Metropolitan News-Enterprise

 

Friday, April 11, 2003

 

Page 3

 

Governor Reappoints Michael Kahn to Judicial Commission

 

By a MetNews Staff Writer

 

Gov. Grey Davis yesterday named San Francisco attorney Michael Kahn to a second term on the Commission on Judicial Performance.

Kahn, 54,  has been senior partner and head of litigation at Folger Levin & Kahn LLP since 1979. The firm is based in San Francisco and has a Los Angeles office as well.

He has been a member of the Commission on Judicial Performance since 1999 during which time he served as vice chair and chair of the Commission.

In 2000, Kahn was chair of the California Electricity Oversight Board and in 2001 he was appointed to the California Independent System Operator and currently serves as chair of its Board of Governors. He is the author of several articles and reports on litigation practice and Supreme Court history.

He is a graduate of UCLA and holds a master of arts degree from Stanford University, where he also earned his law degree. After graduation, he served for a year as a law clerk to Judge Ben C. Duniway of the Ninth U.S. Circuit Court of Appeals.

His new term expires Feb. 28, 2007.

The governor yesterday also said he was reappointing Los Angeles attorney Cynthia McClain-Hill as a member of the California Coastal Commission.

McClain-Hill has been a member of the Commission since 1999, and is co-founder and managing partner of McClain-Hill Associates, a law firm established in 1995 specializing in municipal, legislative, land use and environmental law. She also serves on a number of non-profit boards including the UCLA Foundation Board of Councilors.

She is a former member of the California Fair Political Practices Commission and the Los Angeles Community Redevelopment Agency. Her undergraduate and law degrees are from UCLA.

The governor’s Coastal Commission appointees serve two-year terms at the pleasure of the chief executive, and are not covered by the recent legislative change applicable to appointees of the Senate Rules Committee and Assembly speaker.

Members appointed by those officials will serve four-year terms and are not subject to removal by the appointing authority, effective next month.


▸ **TASK PROMPT**
The reply must be the number of lines in the following material that include the word "British", and nothing more.

▸ **PROVIDED ENTRIES**
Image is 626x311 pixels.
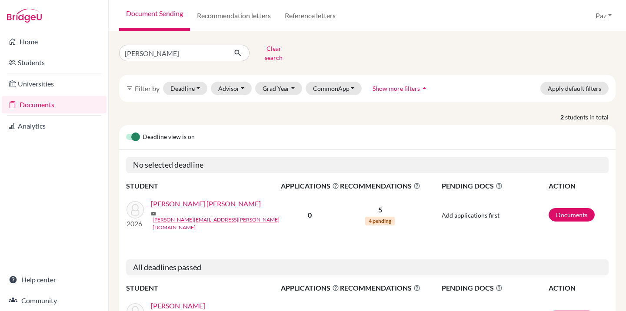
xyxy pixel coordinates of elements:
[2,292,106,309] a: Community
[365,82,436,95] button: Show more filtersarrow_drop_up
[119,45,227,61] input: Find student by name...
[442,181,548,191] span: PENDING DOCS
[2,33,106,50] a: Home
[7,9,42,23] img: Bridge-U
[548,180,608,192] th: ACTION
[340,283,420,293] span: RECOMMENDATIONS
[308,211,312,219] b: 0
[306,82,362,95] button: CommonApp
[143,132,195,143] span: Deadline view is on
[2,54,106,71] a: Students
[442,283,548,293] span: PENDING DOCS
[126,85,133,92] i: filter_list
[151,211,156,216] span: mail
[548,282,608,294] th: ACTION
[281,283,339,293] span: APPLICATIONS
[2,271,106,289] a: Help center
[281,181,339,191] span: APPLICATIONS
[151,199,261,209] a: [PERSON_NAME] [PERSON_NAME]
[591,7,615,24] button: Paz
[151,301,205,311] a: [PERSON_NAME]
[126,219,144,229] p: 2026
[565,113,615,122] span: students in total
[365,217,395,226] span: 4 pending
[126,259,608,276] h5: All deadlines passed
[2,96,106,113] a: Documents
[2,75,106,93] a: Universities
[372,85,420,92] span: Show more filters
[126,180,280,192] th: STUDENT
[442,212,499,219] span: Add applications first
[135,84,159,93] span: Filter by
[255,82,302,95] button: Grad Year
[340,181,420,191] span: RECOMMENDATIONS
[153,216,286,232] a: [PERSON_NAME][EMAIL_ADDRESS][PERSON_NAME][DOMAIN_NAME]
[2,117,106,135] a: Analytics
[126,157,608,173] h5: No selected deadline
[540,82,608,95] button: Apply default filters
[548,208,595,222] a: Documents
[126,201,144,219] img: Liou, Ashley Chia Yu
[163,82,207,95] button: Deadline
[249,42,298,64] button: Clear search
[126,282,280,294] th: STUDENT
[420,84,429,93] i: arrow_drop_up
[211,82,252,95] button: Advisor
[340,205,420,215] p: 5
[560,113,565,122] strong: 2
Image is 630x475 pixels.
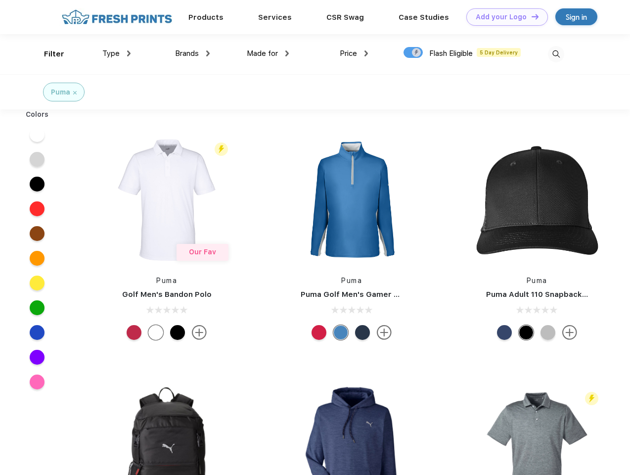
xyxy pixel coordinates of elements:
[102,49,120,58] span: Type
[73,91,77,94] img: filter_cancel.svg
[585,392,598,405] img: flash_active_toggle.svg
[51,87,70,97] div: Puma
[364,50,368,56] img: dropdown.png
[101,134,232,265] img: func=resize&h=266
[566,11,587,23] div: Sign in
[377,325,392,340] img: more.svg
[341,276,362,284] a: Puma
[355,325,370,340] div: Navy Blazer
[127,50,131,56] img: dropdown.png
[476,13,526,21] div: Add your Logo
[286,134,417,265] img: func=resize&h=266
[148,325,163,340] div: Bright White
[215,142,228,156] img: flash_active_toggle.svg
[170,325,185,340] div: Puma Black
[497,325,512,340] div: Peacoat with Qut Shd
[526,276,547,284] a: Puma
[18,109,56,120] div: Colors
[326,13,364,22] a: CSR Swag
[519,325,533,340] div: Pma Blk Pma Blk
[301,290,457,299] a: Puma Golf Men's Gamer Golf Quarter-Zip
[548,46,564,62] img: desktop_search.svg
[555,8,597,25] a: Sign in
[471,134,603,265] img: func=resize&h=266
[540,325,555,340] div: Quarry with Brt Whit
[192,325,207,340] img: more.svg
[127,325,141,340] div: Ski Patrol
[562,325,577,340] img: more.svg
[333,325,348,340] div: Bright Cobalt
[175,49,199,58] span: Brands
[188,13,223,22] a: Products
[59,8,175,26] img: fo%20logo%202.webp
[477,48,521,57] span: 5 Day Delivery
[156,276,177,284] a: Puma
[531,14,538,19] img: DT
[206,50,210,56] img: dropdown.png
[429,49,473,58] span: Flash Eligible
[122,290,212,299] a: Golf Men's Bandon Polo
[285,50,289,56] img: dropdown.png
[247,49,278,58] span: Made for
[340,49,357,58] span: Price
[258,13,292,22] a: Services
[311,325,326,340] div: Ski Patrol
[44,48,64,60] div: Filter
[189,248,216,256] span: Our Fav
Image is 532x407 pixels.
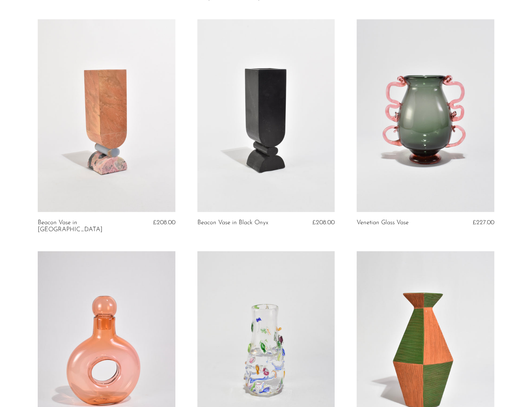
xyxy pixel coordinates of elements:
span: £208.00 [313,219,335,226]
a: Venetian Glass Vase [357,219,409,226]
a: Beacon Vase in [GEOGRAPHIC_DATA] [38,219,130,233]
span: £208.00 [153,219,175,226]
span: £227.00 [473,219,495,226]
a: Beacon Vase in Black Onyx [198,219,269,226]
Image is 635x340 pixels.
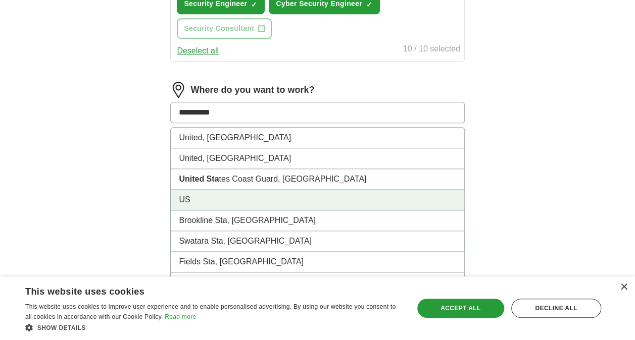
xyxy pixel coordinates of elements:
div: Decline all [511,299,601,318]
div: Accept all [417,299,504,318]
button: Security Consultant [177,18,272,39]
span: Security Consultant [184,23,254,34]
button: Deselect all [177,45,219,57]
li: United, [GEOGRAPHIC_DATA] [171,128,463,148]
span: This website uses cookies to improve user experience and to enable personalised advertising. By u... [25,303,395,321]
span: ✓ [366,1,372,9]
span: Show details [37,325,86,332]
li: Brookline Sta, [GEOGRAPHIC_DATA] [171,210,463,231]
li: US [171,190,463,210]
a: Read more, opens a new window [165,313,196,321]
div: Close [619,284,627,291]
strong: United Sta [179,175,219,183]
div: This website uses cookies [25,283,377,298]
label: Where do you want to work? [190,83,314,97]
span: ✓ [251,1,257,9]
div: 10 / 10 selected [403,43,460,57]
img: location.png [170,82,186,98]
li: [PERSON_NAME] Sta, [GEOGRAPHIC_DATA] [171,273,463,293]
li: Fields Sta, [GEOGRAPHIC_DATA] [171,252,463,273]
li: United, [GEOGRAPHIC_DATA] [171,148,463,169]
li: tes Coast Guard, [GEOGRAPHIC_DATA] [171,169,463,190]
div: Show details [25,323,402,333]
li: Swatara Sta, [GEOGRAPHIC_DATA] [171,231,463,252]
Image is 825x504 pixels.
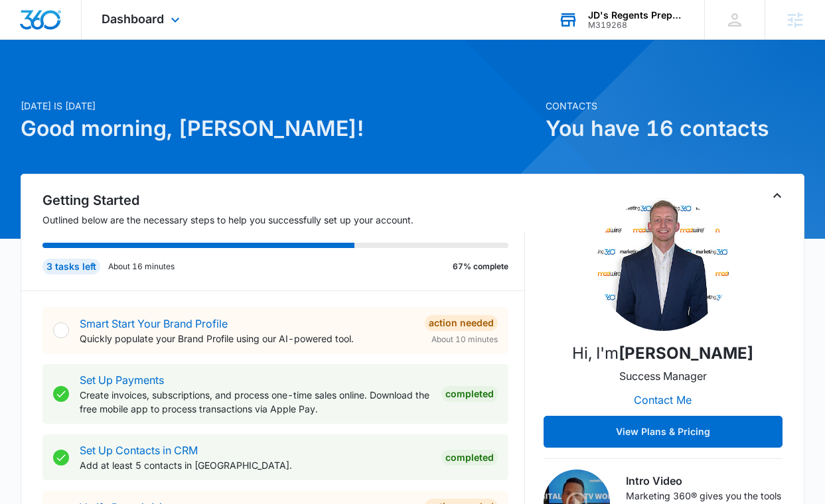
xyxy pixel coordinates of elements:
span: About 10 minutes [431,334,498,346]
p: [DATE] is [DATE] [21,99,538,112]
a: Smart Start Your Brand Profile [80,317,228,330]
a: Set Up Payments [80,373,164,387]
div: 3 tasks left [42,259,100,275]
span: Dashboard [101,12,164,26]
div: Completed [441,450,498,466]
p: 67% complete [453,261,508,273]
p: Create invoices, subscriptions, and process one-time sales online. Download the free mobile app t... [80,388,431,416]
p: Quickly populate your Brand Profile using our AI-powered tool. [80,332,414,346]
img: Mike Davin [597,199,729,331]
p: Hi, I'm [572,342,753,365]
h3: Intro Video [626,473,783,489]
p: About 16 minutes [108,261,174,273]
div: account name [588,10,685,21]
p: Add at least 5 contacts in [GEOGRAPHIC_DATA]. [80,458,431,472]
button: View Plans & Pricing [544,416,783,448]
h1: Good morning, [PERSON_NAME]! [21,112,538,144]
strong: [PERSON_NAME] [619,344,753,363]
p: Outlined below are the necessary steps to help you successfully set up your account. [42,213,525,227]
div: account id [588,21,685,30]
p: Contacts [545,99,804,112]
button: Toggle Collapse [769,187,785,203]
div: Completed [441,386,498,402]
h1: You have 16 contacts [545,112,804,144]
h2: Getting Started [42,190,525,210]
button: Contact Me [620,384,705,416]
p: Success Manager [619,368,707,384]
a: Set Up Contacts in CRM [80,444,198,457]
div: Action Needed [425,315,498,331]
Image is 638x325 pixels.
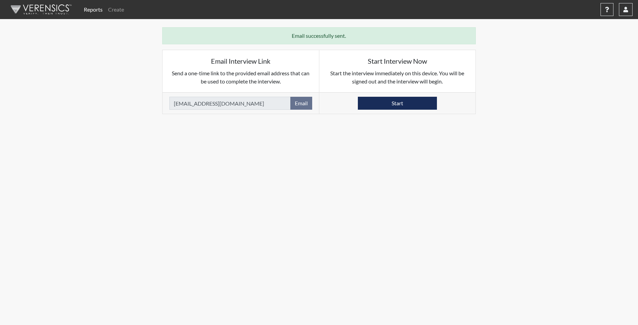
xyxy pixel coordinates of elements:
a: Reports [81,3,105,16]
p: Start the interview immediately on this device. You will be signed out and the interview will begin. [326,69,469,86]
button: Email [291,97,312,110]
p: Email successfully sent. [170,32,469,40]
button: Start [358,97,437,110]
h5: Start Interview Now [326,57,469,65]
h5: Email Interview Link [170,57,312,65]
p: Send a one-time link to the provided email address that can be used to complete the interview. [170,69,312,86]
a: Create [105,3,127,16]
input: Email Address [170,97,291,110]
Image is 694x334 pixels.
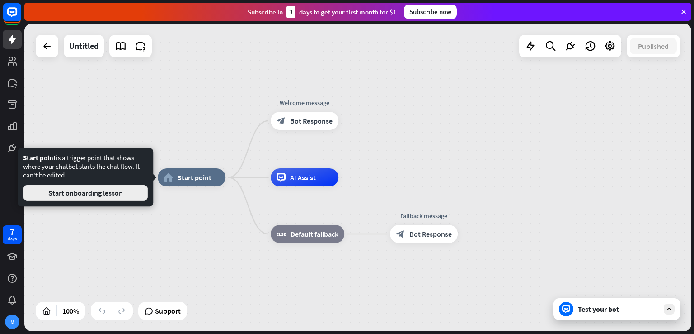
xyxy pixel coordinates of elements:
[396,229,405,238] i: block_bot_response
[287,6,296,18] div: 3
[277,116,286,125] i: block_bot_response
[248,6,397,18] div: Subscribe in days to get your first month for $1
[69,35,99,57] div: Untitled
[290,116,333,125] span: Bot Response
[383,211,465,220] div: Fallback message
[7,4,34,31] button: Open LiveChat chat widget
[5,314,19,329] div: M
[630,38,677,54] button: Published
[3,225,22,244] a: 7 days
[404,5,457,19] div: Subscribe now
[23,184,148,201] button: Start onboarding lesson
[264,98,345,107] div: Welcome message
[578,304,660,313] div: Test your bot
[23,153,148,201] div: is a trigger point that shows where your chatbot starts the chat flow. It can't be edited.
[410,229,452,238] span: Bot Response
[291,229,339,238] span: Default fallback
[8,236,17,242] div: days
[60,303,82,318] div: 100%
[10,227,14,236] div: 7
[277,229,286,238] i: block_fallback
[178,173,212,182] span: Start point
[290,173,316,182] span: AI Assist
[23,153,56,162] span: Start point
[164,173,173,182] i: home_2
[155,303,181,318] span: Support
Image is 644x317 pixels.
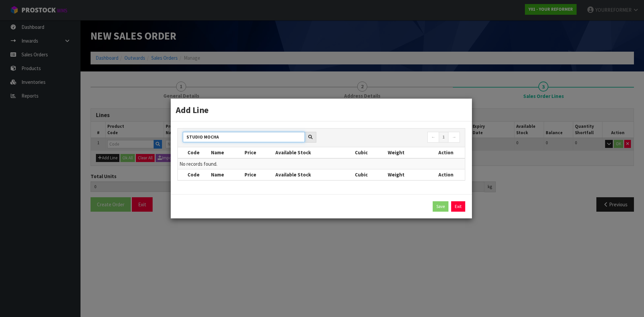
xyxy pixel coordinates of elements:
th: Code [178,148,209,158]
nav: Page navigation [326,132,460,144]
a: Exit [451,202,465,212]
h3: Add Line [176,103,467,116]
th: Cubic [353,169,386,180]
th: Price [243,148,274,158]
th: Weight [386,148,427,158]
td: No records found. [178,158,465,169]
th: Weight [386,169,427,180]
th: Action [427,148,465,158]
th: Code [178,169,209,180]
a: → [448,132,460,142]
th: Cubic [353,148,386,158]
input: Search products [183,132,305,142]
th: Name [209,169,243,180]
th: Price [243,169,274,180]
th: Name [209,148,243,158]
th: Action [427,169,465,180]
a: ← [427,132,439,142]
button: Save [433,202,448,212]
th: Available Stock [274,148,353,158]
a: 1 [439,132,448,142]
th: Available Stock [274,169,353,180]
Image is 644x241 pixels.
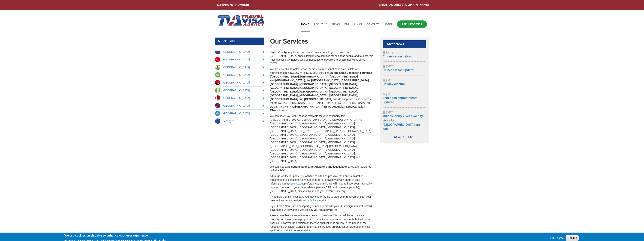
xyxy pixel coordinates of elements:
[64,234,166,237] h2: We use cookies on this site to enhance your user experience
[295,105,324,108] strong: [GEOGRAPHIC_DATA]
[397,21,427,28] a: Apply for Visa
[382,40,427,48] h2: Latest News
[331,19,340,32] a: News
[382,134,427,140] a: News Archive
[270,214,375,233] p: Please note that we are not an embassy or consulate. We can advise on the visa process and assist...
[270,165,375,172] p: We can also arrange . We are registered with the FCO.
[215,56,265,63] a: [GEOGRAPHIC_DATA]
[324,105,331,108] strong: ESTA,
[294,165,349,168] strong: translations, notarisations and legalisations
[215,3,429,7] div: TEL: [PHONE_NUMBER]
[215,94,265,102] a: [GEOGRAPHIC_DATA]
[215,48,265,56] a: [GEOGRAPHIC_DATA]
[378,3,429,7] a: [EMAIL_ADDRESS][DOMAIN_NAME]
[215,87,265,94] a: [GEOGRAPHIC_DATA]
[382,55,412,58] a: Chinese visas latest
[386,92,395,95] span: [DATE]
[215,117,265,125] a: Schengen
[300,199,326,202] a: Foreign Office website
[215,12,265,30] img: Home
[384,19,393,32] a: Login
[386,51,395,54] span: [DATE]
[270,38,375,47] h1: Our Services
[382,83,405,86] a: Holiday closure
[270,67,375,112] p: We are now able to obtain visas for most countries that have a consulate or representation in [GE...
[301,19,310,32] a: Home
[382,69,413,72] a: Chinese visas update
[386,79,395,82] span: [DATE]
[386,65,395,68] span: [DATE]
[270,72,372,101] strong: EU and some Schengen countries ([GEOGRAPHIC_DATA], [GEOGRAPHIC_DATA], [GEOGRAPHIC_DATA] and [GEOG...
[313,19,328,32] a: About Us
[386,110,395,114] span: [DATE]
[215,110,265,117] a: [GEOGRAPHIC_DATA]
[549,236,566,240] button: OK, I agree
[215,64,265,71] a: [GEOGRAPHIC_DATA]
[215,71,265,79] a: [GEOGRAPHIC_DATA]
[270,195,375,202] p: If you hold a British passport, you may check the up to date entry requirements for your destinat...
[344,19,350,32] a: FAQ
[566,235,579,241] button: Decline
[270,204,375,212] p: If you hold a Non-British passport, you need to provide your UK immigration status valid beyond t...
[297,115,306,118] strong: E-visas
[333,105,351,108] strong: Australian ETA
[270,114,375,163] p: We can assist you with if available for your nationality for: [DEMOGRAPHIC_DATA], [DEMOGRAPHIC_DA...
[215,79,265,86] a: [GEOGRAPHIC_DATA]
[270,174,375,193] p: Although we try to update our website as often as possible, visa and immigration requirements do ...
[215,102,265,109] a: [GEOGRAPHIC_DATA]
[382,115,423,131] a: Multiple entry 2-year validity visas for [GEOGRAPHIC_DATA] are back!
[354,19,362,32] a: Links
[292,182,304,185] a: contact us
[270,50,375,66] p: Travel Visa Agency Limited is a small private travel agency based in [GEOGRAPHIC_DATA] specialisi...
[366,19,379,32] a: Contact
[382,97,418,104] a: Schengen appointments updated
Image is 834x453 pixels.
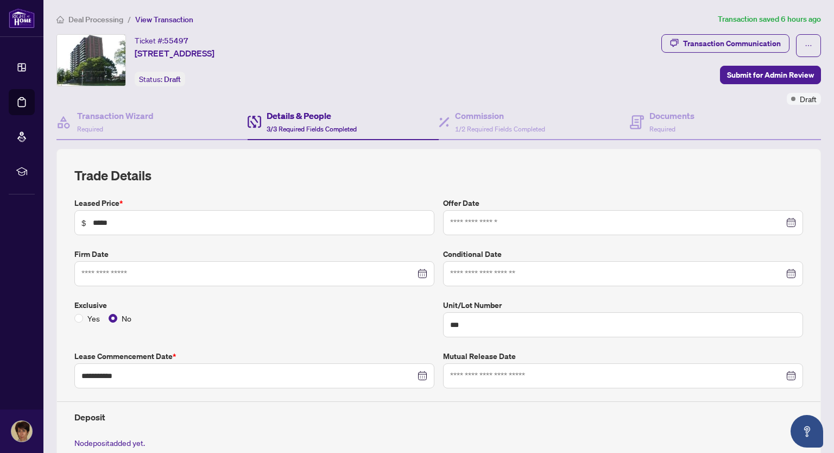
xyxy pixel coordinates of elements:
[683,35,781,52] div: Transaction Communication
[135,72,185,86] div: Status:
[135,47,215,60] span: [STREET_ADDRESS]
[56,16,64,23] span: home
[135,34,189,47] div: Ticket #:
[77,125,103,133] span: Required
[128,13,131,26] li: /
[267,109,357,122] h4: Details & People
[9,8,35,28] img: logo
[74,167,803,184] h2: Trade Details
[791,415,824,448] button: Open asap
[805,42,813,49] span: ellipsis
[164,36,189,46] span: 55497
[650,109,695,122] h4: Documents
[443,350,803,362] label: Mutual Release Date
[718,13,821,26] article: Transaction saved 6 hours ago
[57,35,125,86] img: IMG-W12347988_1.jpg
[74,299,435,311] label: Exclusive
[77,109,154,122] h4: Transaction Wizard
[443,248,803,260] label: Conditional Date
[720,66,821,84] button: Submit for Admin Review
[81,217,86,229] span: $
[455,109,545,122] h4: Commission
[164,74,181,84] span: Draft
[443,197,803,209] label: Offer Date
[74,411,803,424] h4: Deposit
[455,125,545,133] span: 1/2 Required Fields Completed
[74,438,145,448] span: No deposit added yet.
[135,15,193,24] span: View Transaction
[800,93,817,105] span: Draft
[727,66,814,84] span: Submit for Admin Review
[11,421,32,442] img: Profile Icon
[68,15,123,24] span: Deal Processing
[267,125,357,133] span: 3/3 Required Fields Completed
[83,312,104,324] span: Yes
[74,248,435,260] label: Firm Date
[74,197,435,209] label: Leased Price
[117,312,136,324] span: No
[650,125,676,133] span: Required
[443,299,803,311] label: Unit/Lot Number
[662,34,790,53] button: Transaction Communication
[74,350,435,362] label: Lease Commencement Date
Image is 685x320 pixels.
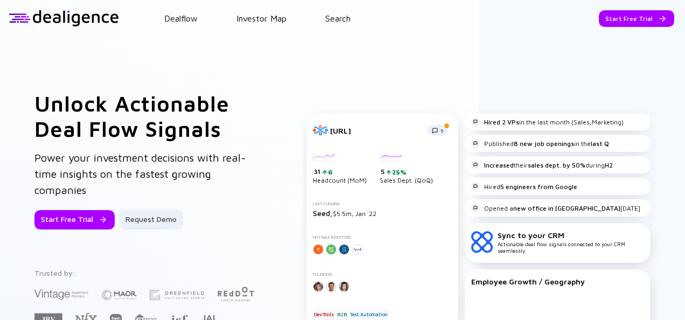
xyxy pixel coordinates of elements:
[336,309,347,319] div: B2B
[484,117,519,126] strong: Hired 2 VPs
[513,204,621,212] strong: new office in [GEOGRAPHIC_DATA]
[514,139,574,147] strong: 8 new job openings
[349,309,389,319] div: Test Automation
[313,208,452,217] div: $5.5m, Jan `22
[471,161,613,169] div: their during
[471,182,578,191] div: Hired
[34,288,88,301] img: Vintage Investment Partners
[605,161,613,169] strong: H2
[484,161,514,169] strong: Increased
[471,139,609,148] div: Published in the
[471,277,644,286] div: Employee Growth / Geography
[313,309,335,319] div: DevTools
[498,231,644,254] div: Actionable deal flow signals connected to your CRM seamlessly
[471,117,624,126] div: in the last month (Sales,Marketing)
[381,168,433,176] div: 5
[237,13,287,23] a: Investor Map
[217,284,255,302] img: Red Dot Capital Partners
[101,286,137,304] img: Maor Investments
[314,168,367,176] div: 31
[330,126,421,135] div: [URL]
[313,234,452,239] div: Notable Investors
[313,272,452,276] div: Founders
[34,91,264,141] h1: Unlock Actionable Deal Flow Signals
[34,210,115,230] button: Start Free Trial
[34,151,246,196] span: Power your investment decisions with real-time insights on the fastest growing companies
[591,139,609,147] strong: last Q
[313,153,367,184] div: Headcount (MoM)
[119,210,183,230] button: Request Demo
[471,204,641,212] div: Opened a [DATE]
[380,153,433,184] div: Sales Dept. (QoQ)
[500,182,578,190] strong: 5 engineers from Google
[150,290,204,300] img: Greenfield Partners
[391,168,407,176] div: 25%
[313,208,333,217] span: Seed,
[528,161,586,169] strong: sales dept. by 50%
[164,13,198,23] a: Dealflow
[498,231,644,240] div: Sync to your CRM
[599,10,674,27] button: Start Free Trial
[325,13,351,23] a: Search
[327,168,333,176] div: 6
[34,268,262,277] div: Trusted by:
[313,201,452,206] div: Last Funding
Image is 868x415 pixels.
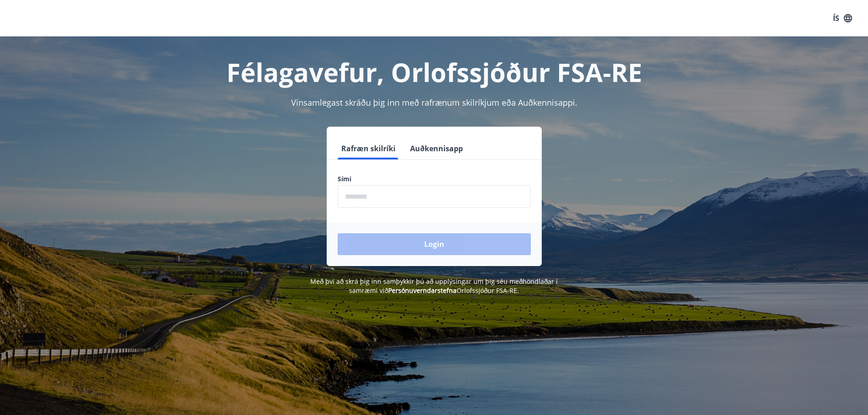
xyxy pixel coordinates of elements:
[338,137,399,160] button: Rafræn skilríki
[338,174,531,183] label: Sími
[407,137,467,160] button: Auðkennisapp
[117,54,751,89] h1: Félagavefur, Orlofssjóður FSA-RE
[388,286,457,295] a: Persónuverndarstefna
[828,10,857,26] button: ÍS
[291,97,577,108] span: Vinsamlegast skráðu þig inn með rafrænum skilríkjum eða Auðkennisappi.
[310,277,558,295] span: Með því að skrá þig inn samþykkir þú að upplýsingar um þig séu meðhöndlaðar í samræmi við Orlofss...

▸ **TASK RESPONSE**
2